For about ten years, I've been photographing places and things that retain the strong stylistic flavor of a colorful and distinctive period in the annals of design, architecture and signage. From the bold, heroic forms and confident Streamline Moderne curves of the Public Works Administration and the post-Depression recovery period to the futuristic fantasies of the Space Age to the programmatic whimsies and carefree dayglo color splashes of the Beatle era.
Why? This is the way America looked when I first saw it as I was growing up. The colorful jumble of every city's neon-laced commercial strip was about to be muted by more stringent signage codes and a muted, earth-toned sensibility that would eventually slap a dull, shake-shingled mansard roof over the gleaming candy-striped tile and glowing golden arches that had helped make the suburbs seem somehow exciting.
In the days before Everytown's fast-food-and-motel strip was dulled down by a beautification movement spearheaded by a President's wife, the commercial landscape was chaotic. When one sees a 1960's photograph of a typical "miracle mile," it's almost always shot with a lens that flattens the perspective, making the jumble of signs into a panicky collage of overstimulation--No one at the time took a picture of Fast Food Row because they thought it looked "cool;" such a photo was always created and used as an example of how how ugly and out-of-control things had become. Fair enough; there was certainly plenty of truth to that viewpoint. But today, when a vintage photo of that type is displayed, many of us find ourselves squinting to catch the details; the little things we remember from our youth but haven't seen in years. Is that an old Jack-in-the-Box sign, with the clown head bobbling on a spring? Wasn't the old Holiday Inn sign magnificent? Oh, wow, do you remember Arthur Treacher's...or Carrol's...or that huge neon Katz Drug cat with the bow tie, the one that scared the hell out of you when you were four? (Okay, that's just me. But by the time I've dug all the evidence out of my archives and posted it here, that damn cat will give you the willies too.)
A friend told me that nostalgia literally means "past-pain." We took things for granted back then, and we miss them now; we fear that someday they'll all be gone. It could be argued that a single blinking, buzzing Edsel-era neon sign remaining among a forest of tasteful, backlit logos on the highway strip is more striking and more beautiful than it was when
everybody's sign blinked and buzzed just so.
Along with a growing legion of mid-century dreamers, I'm out there every chance I get, looking for that last neon beacon. If this sort of nostalgia trip seems like
your cup of Postum, you should check out the
Society for Commercial Archaeology and the list of links I'll be posting and most likely adding to frequently. And there will, of course, be photos. Lots of 'em.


What the task asks — Search the entries below for "Area", and copy each line where it appears.

Input data —
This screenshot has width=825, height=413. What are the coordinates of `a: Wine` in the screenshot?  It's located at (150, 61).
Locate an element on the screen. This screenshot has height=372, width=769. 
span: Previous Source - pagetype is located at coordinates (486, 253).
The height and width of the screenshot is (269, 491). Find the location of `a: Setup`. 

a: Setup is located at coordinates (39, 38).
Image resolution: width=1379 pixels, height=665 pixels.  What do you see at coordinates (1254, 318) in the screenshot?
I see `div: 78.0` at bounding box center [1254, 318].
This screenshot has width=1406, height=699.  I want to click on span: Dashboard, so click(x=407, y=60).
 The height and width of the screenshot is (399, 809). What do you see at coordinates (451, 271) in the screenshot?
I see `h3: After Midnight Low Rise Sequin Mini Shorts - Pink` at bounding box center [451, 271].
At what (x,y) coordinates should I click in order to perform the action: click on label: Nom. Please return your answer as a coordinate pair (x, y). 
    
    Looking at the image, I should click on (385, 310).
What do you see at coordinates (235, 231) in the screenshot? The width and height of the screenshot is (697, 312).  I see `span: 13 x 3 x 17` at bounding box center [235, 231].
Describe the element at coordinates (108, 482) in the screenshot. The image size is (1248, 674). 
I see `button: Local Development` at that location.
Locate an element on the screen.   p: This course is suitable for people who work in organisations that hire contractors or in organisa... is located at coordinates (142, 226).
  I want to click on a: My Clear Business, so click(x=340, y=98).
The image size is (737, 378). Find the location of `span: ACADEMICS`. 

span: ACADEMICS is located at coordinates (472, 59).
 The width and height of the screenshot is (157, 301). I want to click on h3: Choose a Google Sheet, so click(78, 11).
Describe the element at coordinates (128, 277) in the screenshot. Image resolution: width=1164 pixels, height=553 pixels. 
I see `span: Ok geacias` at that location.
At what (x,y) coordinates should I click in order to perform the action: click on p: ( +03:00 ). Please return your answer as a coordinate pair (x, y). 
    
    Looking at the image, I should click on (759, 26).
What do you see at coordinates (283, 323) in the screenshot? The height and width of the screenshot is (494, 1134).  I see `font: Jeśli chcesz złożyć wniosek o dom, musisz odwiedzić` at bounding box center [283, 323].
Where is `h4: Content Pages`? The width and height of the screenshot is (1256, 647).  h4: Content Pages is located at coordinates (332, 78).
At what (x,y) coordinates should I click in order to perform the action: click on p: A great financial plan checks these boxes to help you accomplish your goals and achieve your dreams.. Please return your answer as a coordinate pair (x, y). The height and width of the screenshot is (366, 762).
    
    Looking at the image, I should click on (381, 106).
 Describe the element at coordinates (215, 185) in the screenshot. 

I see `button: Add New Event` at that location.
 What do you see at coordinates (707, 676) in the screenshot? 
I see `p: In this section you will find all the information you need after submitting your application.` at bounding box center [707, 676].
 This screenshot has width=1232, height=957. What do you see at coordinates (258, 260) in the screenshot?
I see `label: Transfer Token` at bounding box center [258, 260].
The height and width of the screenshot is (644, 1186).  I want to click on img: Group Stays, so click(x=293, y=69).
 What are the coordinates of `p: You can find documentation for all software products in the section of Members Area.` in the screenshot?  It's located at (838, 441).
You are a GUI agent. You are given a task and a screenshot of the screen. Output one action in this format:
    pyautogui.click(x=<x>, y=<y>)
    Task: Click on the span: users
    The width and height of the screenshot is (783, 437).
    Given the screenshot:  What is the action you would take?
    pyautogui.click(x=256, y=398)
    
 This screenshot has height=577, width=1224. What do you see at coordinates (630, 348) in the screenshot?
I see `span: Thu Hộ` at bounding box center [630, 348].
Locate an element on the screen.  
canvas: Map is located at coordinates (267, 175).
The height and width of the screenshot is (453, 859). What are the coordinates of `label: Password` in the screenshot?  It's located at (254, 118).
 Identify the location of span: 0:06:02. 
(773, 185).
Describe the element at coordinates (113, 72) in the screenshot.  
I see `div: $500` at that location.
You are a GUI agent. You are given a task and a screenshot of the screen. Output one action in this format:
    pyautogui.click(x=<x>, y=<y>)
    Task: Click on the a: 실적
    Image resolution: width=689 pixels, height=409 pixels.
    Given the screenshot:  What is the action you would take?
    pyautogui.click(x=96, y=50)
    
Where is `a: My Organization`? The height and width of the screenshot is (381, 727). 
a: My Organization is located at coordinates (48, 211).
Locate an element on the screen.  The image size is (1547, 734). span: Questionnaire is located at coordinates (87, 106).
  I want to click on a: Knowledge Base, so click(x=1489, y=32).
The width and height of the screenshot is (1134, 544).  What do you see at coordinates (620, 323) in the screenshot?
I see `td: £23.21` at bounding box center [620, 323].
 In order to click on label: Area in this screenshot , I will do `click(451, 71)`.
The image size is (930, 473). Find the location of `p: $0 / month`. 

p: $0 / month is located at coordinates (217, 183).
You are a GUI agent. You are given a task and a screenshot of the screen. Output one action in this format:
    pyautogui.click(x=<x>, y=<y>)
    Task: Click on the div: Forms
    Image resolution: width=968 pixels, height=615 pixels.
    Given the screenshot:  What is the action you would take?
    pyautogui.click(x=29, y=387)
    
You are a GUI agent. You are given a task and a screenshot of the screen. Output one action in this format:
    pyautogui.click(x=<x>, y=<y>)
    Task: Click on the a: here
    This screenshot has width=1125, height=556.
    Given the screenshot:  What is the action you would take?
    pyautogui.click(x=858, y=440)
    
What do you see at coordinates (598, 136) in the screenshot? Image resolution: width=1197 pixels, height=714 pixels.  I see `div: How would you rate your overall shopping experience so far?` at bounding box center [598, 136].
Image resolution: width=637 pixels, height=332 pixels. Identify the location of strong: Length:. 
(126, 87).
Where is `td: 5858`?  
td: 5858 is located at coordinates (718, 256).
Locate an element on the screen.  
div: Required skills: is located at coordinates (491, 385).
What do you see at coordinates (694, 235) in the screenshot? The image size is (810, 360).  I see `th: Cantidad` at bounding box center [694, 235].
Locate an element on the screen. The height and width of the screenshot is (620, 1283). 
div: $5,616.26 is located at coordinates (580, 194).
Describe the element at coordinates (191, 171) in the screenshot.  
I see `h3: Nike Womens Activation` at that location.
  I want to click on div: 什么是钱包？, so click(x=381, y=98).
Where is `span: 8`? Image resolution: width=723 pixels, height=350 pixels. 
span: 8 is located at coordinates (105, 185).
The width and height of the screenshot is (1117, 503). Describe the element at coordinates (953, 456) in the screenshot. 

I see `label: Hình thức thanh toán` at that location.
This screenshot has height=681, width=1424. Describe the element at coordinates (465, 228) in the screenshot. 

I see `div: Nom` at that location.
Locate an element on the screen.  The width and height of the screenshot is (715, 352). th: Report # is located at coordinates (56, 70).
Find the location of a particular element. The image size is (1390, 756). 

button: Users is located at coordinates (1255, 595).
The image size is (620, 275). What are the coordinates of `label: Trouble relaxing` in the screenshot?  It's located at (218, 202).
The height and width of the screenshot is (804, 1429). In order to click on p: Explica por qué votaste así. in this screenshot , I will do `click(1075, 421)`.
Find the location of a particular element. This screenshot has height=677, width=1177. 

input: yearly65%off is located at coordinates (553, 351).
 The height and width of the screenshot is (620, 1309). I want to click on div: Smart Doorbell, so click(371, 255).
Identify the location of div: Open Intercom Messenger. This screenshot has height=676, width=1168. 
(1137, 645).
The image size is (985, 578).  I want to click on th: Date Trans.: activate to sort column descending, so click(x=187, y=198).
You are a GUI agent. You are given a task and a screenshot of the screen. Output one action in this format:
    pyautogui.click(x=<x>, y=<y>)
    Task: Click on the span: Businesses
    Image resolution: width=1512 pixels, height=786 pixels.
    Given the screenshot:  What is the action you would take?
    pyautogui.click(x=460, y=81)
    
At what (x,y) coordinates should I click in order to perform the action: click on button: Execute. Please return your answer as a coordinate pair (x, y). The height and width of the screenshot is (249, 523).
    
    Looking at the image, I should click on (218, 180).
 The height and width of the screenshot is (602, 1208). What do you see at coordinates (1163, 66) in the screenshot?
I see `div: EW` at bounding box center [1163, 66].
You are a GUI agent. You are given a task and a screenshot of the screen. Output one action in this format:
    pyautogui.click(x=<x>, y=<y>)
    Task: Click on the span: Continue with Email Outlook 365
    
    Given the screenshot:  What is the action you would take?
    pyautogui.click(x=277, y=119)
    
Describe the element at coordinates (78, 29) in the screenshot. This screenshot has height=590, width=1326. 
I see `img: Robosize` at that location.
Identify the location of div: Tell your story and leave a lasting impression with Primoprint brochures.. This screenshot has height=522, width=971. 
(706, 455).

Reply —
 What are the coordinates of `p: You can find documentation for all software products in the section of Members Area.` in the screenshot?  It's located at (838, 441).
 In order to click on label: Area in this screenshot , I will do `click(451, 71)`.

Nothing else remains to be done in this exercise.